Your answer should be an exact copy of the lines from the one holding "The width and height of the screenshot is (672, 378)." to the end of the material below, pictures left out.

§ §

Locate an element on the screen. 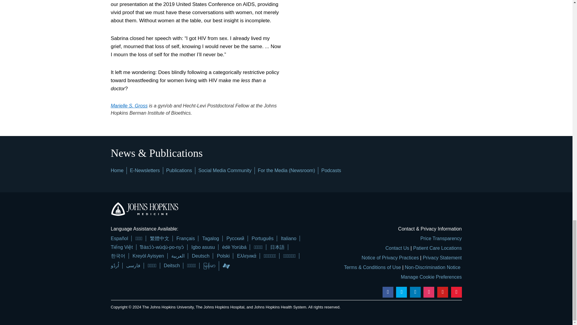 This screenshot has height=325, width=577. Home is located at coordinates (117, 170).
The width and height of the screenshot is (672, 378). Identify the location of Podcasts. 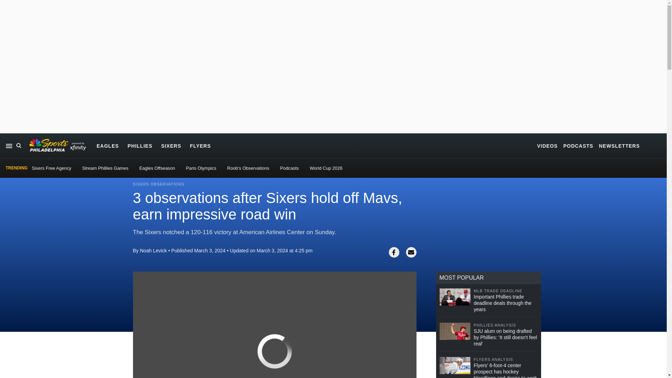
(289, 168).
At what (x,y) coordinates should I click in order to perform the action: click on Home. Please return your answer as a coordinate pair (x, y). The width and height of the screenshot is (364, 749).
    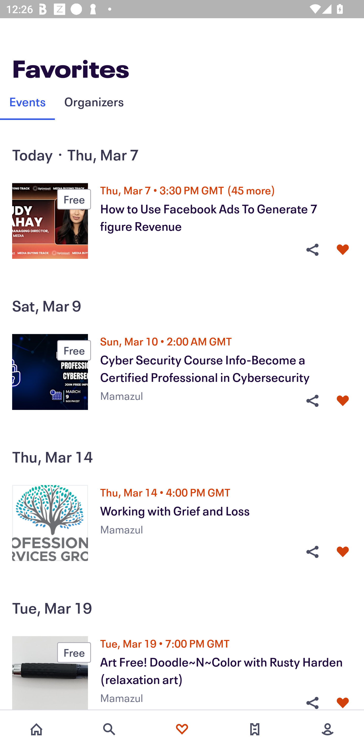
    Looking at the image, I should click on (36, 729).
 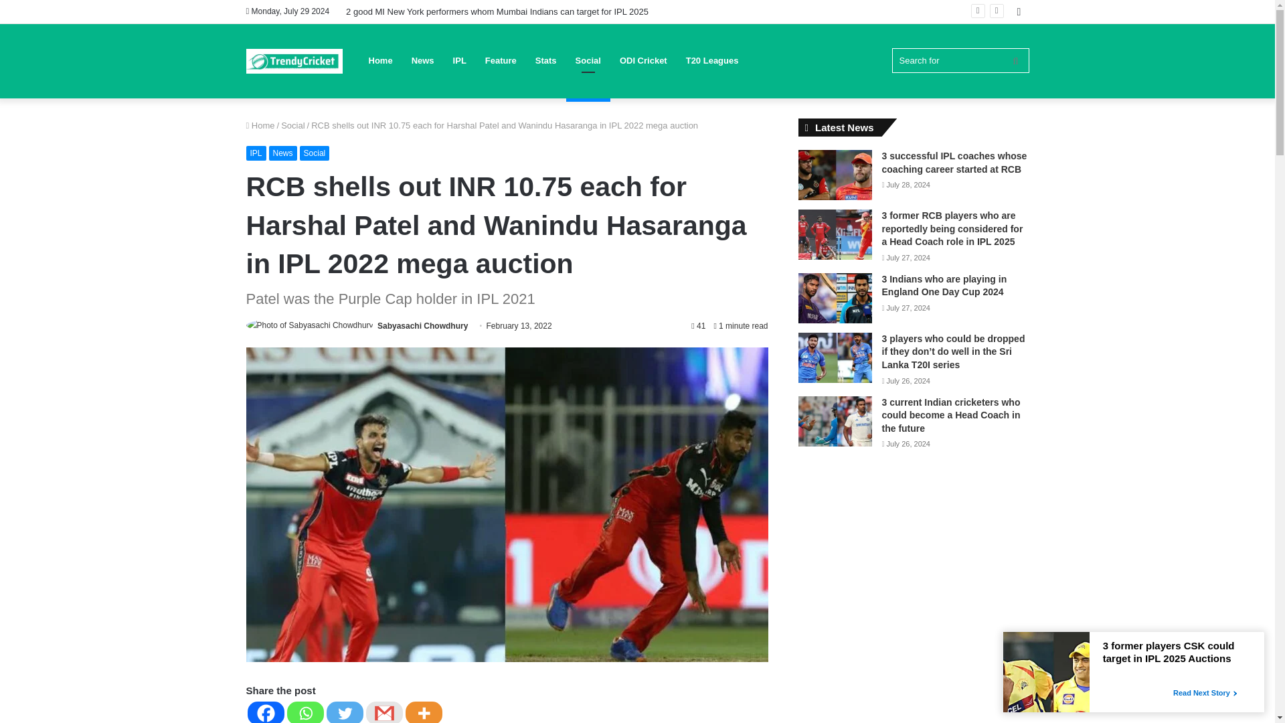 What do you see at coordinates (345, 712) in the screenshot?
I see `Twitter` at bounding box center [345, 712].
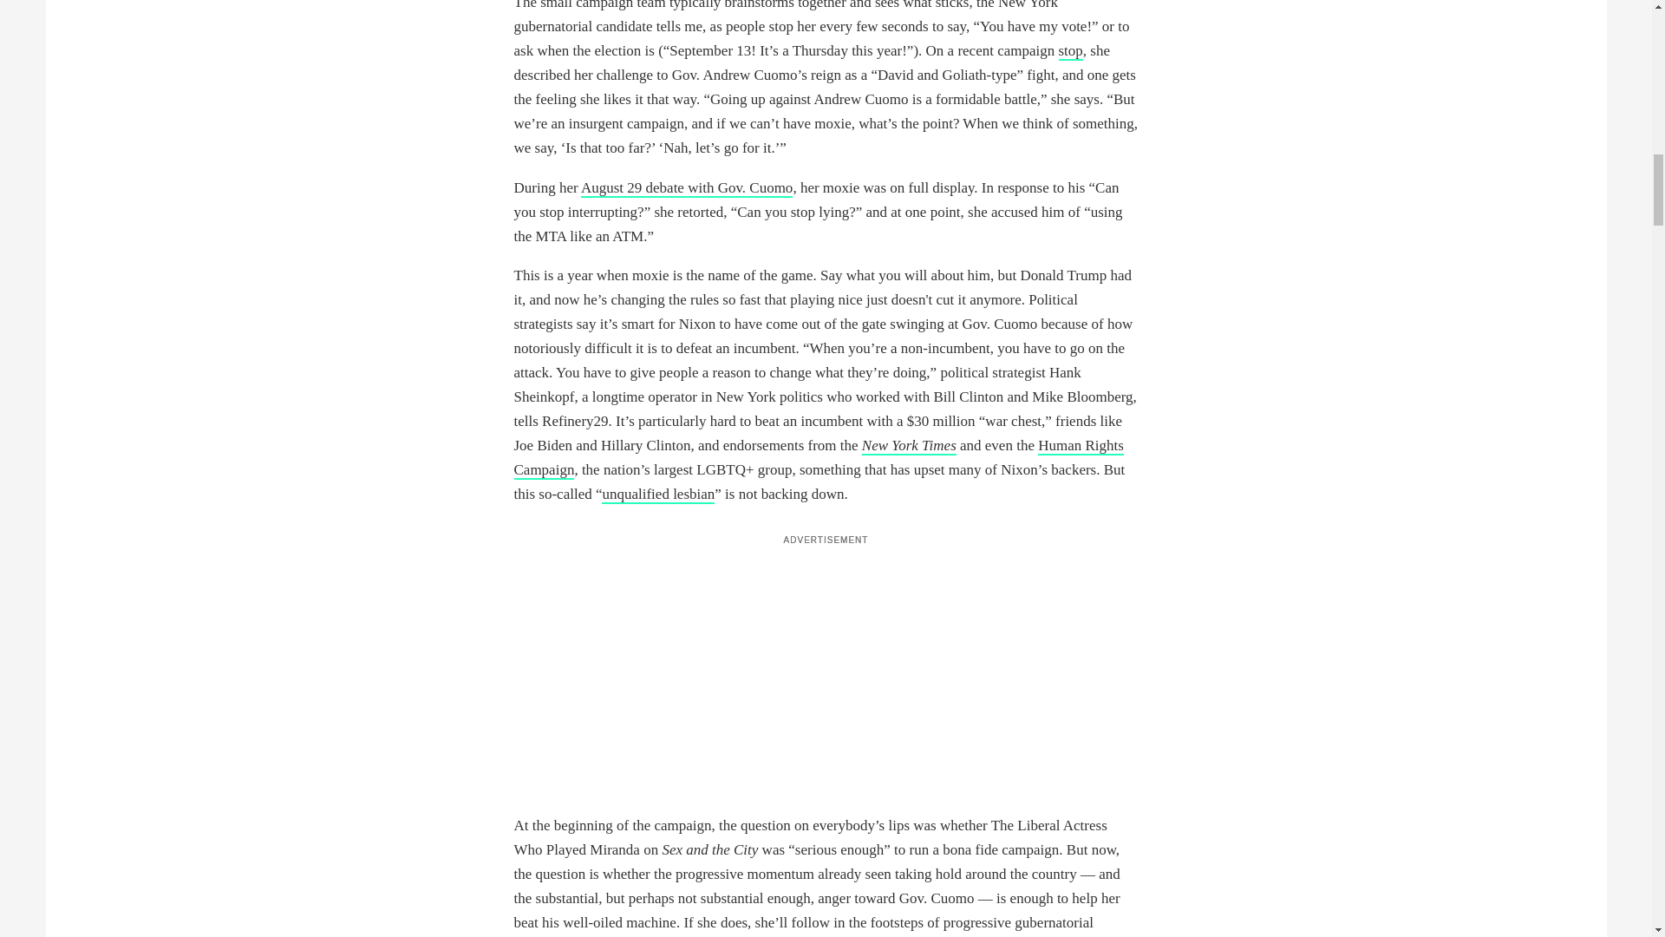  I want to click on New York Times, so click(909, 446).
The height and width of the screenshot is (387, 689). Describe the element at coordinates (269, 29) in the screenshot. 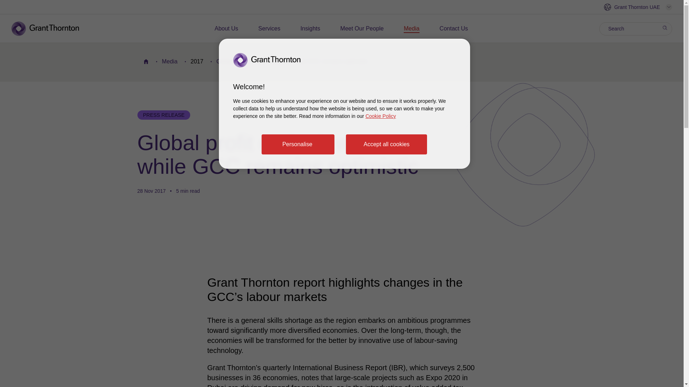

§ §

REPLY TO THE TASK:
The width and height of the screenshot is (672, 378). Identify the location of Podcasts. 
(289, 168).
At what (x,y) coordinates should I click in order to perform the action: click on Home. Please return your answer as a coordinate pair (x, y). The width and height of the screenshot is (364, 749).
    Looking at the image, I should click on (36, 729).
  What do you see at coordinates (345, 712) in the screenshot?
I see `Twitter` at bounding box center [345, 712].
  I want to click on New York Times, so click(909, 446).
The height and width of the screenshot is (387, 689). Describe the element at coordinates (269, 29) in the screenshot. 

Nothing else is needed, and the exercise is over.